Chip giant Nvidia is collaborating with startup Abridge to train healthcare-specific foundational models tailored to clinical conversations.
The AI models are designed to improve the accuracy, reliability, auditability and customizability of clinical workflows, from documentation and evidence base to workflow automation and clinical reasoning support, the companies announced Thursday.
Based on the Nvidia Nemotron open model family, where both model weights and training data are available, the new Abridge models will be trained on Nvidia Blackwell AI infrastructure using advanced pre-, during-, and post-training processes using anonymized data, the companies said.
Abridge executives noted that training across all three stages enables embedding of clinical knowledge from the ground up, improving accuracy, precision and reliability across specialty areas, clinical settings and multi-step workflows following clinical conversations. By adapting domains early in the training lifecycle, Abridge can build models that make clinical inferences from the ground up. Nvidia’s Nemotron enables Abridge to optimize quality, cost and efficiency at every layer and deploy the right models for the right workflows at the right scale, executives said.
Nvidia is also an investor in Abridge through its NVentures venture capital arm.
Abridge is rapidly building an AI platform that goes beyond just an AI scribe tool and functions as a full-fledged AI clinical assistant. This week, the company announced a major platform expansion to integrate payer and life sciences workflows. Described as an “AI-native clinician intelligence platform,” Abridge says it now connects care delivery, payment, and evidence-based treatment.
The company currently works with 300 health systems and its technology supports more than 100 million conversations annually. As Abridge builds its AI platform, we want to improve the performance and speed of our models.
“You want to sprinkle intelligence everywhere, but how do you find a way to do that? And how do you also find a way to provide the right level of accuracy and latency? Ultimately, you’re going to need a little more control in some areas than you expected, but we’re very proud to work together to build on the Nemotron model family,” said Abridge CEO. and co-founder Shiv Rao, MD, spoke on stage Thursday at a keynote event in New York City. With Kimberly Powell, Vice President of Healthcare, Nvidia.
Dr. Rao continued, “We have a very maximalist attitude of sprinkling intelligence everywhere we can, which means we need to reach down to the bottom of the stack and control our own destiny. Latency is a big issue for us, because we want clinicians to be able to stop, rotate their chairs, and put all the artifacts there.”
Health tech companies see a huge opportunity to leverage Nvidia’s computing power to advance their AI capabilities. Last fall, Verily, part of Alphabet and Google’s life sciences sister company, announced a partnership with Nvidia to integrate the company’s AI technology stack into Verily’s Pre platform. Innovaccer also announced that it has adopted Nvidia’s full-stack AI platform to accelerate voice, text, and multimodal inference infrastructure to power its AI agents.
The computer chip giant is also moving deeper into life sciences. Eli Lilly and Roche have entered into an AI infrastructure partnership with Nvidia, Fierce Biotech reported. On the medical technology front, the company is working with Thermo Fisher Scientific to build autonomous laboratory infrastructure and with Netherlands-based diagnostics manufacturer Qiagen to increase researchers’ ability to leverage AI in the drug discovery process, as reported by Fierce Medtech. The company is also moving deeper into medical technology and cancer research through a partnership with diagnostics maker Droplet Biosciences.
Powell said Thursday that Nvidia is bullish on health care “going to be one of the largest technology industries.”
“NVIDIA is not, never will be, and never will be a healthcare company, but we believe we have the unique ability to contribute to tackling some of the world’s toughest and most impactful jobs,” she said.
“We are in a phase of rapid evolution in AI, so how can we make it our mission statement to make this rapidly evolving technology available to the healthcare industry?” she said.
Powell noted that the tech industry has evolved through “three major technological breakthroughs” in the past 18 months, from “AI that can create things, to AI that can reason about things, to AI that can do jobs.”
He noted that common AI models “don’t understand clinical language, don’t have clinical reasoning, and certainly don’t have the expertise for all the long-running tasks and interconnected work needed to completely transform workflows, so we need AI intelligence built for more domain-specific, complex workflows in healthcare.”
“Any technological breakthrough requires a full-stack focus. We think of AI as a full-stop computing problem, not a model. It starts with energy, then chips and systems, then AI data centers and cloud, then core foundation models, and finally the application layer.[Abridge]made the case head-on that there is incredible value and effectiveness in the vertical AI application layer,” Powell said Thursday. “What we recognize together is that it’s time to dig deeper into the stack, the clinical conversation infrastructure model, to enable the complexity of healthcare, all the workflows, and the connectivity of this amazing ecosystem that you’ve enabled, because it needs to become more domain-specific.”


_Instructions to follow_.
Output the records exactly, every one of them.

_Given data_.
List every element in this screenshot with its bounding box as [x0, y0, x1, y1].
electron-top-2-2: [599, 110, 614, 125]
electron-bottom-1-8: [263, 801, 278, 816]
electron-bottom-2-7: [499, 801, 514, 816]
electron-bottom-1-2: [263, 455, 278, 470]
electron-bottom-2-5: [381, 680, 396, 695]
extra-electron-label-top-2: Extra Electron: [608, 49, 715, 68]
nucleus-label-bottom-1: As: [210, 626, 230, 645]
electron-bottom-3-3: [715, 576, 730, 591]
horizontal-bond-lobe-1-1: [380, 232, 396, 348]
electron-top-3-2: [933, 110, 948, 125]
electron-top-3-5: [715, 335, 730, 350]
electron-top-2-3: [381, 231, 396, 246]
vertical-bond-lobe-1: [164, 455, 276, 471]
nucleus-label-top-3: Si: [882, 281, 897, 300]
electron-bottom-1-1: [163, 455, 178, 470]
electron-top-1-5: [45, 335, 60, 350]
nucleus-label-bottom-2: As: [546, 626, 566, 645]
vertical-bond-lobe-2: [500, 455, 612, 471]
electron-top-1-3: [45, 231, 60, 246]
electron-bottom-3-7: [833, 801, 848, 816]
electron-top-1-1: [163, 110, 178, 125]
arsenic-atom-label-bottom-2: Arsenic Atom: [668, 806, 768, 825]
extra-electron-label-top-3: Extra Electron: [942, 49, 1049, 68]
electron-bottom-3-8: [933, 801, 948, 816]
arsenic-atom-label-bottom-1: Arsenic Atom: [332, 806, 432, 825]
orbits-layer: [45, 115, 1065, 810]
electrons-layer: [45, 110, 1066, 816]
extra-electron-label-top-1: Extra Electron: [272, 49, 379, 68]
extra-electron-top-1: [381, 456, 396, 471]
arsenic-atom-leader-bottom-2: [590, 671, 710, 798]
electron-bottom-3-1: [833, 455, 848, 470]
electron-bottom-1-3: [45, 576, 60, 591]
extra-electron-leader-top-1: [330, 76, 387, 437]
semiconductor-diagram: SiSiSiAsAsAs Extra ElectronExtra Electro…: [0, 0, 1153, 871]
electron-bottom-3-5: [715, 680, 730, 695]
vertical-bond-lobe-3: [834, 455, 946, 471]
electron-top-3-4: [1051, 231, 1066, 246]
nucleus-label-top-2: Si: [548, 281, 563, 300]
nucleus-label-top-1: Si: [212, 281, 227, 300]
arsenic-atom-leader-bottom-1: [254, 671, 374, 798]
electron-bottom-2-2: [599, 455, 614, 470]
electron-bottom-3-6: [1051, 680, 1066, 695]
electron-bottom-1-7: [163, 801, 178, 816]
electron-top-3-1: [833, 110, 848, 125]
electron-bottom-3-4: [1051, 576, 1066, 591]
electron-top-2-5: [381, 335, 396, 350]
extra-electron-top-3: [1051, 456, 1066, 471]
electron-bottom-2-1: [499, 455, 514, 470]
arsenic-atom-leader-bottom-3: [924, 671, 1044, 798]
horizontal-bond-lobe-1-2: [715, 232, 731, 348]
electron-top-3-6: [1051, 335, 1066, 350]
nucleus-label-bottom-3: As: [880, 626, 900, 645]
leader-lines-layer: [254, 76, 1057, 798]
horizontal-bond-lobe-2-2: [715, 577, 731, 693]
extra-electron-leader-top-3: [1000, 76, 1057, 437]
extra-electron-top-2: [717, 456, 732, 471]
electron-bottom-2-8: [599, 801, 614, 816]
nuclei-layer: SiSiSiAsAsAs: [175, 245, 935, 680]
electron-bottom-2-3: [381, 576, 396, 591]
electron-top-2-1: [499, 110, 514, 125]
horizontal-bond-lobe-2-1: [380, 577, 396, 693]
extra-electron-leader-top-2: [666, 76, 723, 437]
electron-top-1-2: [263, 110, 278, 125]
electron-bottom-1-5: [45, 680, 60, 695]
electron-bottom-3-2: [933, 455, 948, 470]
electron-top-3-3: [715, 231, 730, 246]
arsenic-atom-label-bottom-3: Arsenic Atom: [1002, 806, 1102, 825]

_Answer space_.
List every element in this screenshot with its bounding box as [x0, y0, x1, y1].
electron-top-2-2: [599, 110, 614, 125]
electron-bottom-1-8: [263, 801, 278, 816]
electron-bottom-2-7: [499, 801, 514, 816]
electron-bottom-1-2: [263, 455, 278, 470]
electron-bottom-2-5: [381, 680, 396, 695]
extra-electron-label-top-2: Extra Electron: [608, 49, 715, 68]
nucleus-label-bottom-1: As: [210, 626, 230, 645]
electron-bottom-3-3: [715, 576, 730, 591]
horizontal-bond-lobe-1-1: [380, 232, 396, 348]
electron-top-3-2: [933, 110, 948, 125]
electron-top-3-5: [715, 335, 730, 350]
electron-top-2-3: [381, 231, 396, 246]
vertical-bond-lobe-1: [164, 455, 276, 471]
nucleus-label-top-3: Si: [882, 281, 897, 300]
electron-bottom-1-1: [163, 455, 178, 470]
electron-top-1-5: [45, 335, 60, 350]
nucleus-label-bottom-2: As: [546, 626, 566, 645]
vertical-bond-lobe-2: [500, 455, 612, 471]
electron-top-1-3: [45, 231, 60, 246]
electron-bottom-3-7: [833, 801, 848, 816]
electron-top-1-1: [163, 110, 178, 125]
arsenic-atom-label-bottom-2: Arsenic Atom: [668, 806, 768, 825]
extra-electron-label-top-3: Extra Electron: [942, 49, 1049, 68]
electron-bottom-3-8: [933, 801, 948, 816]
arsenic-atom-label-bottom-1: Arsenic Atom: [332, 806, 432, 825]
orbits-layer: [45, 115, 1065, 810]
electrons-layer: [45, 110, 1066, 816]
extra-electron-label-top-1: Extra Electron: [272, 49, 379, 68]
extra-electron-top-1: [381, 456, 396, 471]
arsenic-atom-leader-bottom-2: [590, 671, 710, 798]
electron-bottom-3-1: [833, 455, 848, 470]
electron-bottom-1-3: [45, 576, 60, 591]
extra-electron-leader-top-1: [330, 76, 387, 437]
semiconductor-diagram: SiSiSiAsAsAs Extra ElectronExtra Electro…: [0, 0, 1153, 871]
electron-bottom-3-5: [715, 680, 730, 695]
vertical-bond-lobe-3: [834, 455, 946, 471]
electron-top-3-4: [1051, 231, 1066, 246]
nucleus-label-top-2: Si: [548, 281, 563, 300]
nucleus-label-top-1: Si: [212, 281, 227, 300]
arsenic-atom-leader-bottom-1: [254, 671, 374, 798]
electron-bottom-2-2: [599, 455, 614, 470]
electron-bottom-3-6: [1051, 680, 1066, 695]
electron-bottom-1-7: [163, 801, 178, 816]
electron-top-3-1: [833, 110, 848, 125]
electron-bottom-3-4: [1051, 576, 1066, 591]
electron-top-2-5: [381, 335, 396, 350]
extra-electron-top-3: [1051, 456, 1066, 471]
electron-bottom-2-1: [499, 455, 514, 470]
arsenic-atom-leader-bottom-3: [924, 671, 1044, 798]
horizontal-bond-lobe-1-2: [715, 232, 731, 348]
electron-top-3-6: [1051, 335, 1066, 350]
nucleus-label-bottom-3: As: [880, 626, 900, 645]
leader-lines-layer: [254, 76, 1057, 798]
horizontal-bond-lobe-2-2: [715, 577, 731, 693]
extra-electron-leader-top-3: [1000, 76, 1057, 437]
extra-electron-top-2: [717, 456, 732, 471]
electron-bottom-2-8: [599, 801, 614, 816]
nuclei-layer: SiSiSiAsAsAs: [175, 245, 935, 680]
electron-bottom-2-3: [381, 576, 396, 591]
electron-top-2-1: [499, 110, 514, 125]
horizontal-bond-lobe-2-1: [380, 577, 396, 693]
extra-electron-leader-top-2: [666, 76, 723, 437]
electron-top-1-2: [263, 110, 278, 125]
electron-bottom-1-5: [45, 680, 60, 695]
electron-bottom-3-2: [933, 455, 948, 470]
electron-top-3-3: [715, 231, 730, 246]
arsenic-atom-label-bottom-3: Arsenic Atom: [1002, 806, 1102, 825]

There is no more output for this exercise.